More interspecies assist in addressing one of our most vexing problems: detecting cancer. According to Deborah Kotz's article in today's Boston Globe, "Dogs may help detect cancer of the colon:"
Who says you can’t teach an old dog new tricks? Japanese researchers say they’ve successfully trained an 8-year-old female black Labrador retriever to sniff out colon cancer on the breath of a patient.
Published Monday by the digestive health journal Gut, the study adds to previous research suggesting that dogs can be useful for cancer detection. Studies over the past few years have shown that dogs can detect melanoma, bladder, lung, ovarian, and breast cancer, also by sniffing the breath of cancer patients...
In the current study, the black Lab sniffed 33 breath samples from patients with colon cancer and 132 samples from healthy controls, about half of whom had benign colon polyps. The dog sniffed each sample, five to a group, and was trained to sit in front of the one that had cancer.
She correctly identified those who had cancer 91 percent of the time — correctly distinguishing between cancerous and benign polyps — and was correct in excluding healthy samples 99 percent of the time when compared with findings on a colonoscopy.
Before going any further, let me say this: "the digestive health journal Gut" - ??? So much for JAMA or NEJM. Let's call it what it is...
Anyway, with cancer in the family, all this stuff jumps out at me, especially when the prevailing disease in our family was not detected (some say detectable) until it was Stage IV.
Bring on the dogs...and meanwhile, I'm waiting to hear what my GI doc-friends have to say about this.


### [Your objective]
Which of the lines below contain the string "Accumulation"? Copy each one.

*** Data ***

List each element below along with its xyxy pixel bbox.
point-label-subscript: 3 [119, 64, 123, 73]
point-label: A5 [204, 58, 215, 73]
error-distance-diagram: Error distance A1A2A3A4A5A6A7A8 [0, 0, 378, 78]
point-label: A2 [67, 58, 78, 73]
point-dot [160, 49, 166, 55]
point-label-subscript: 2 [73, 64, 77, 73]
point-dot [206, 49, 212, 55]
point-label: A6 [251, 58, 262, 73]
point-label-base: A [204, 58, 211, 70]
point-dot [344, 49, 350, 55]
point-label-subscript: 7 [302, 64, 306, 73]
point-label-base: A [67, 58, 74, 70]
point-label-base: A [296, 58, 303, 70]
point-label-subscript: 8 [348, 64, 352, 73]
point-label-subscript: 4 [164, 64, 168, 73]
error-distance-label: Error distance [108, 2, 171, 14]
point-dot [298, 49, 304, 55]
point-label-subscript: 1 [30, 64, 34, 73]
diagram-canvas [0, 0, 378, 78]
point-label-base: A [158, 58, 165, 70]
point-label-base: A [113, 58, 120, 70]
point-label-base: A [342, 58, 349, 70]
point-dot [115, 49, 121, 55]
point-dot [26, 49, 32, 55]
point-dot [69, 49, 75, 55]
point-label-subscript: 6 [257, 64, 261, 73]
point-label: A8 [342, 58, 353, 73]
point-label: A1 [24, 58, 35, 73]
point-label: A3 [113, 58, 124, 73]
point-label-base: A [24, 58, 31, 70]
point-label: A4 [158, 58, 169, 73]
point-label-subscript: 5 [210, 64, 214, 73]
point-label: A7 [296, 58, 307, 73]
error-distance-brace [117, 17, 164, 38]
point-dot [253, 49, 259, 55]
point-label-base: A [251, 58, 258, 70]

*** End of Data ***
*** Data ***

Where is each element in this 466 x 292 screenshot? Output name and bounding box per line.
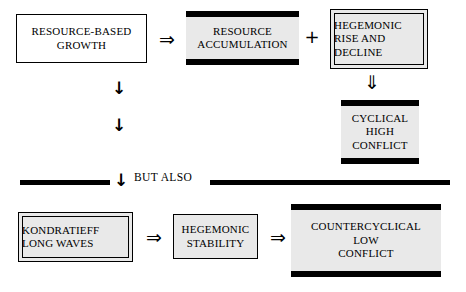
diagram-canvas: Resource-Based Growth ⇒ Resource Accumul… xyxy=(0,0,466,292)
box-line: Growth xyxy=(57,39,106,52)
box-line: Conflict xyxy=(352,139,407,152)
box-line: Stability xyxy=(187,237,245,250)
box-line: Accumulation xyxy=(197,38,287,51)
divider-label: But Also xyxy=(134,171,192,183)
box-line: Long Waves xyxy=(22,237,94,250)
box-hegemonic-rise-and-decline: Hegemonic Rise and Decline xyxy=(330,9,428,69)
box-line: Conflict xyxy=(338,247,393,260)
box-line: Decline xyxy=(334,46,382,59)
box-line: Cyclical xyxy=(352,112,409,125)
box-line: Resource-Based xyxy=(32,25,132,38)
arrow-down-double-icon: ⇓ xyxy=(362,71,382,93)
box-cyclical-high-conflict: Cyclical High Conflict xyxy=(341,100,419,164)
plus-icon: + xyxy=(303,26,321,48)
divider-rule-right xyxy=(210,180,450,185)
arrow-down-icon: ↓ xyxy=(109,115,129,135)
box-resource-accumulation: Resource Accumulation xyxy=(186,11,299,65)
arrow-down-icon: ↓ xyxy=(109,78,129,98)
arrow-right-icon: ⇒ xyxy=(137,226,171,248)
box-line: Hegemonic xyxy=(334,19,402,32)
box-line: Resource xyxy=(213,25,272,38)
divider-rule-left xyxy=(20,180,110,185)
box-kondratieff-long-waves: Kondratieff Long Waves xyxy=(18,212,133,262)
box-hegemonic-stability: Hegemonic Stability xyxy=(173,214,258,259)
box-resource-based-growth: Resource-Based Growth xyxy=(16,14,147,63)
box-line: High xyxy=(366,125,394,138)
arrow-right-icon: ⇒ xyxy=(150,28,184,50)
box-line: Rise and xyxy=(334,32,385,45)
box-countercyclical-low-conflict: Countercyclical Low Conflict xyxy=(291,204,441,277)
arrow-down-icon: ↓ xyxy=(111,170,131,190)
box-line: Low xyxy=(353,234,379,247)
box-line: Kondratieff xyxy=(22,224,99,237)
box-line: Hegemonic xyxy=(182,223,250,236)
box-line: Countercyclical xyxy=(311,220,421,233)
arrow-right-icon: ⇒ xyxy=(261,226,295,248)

*** End of Data ***

### [Answer to this problem]
box-line: Accumulation xyxy=(197,38,287,51)
box-resource-accumulation: Resource Accumulation xyxy=(186,11,299,65)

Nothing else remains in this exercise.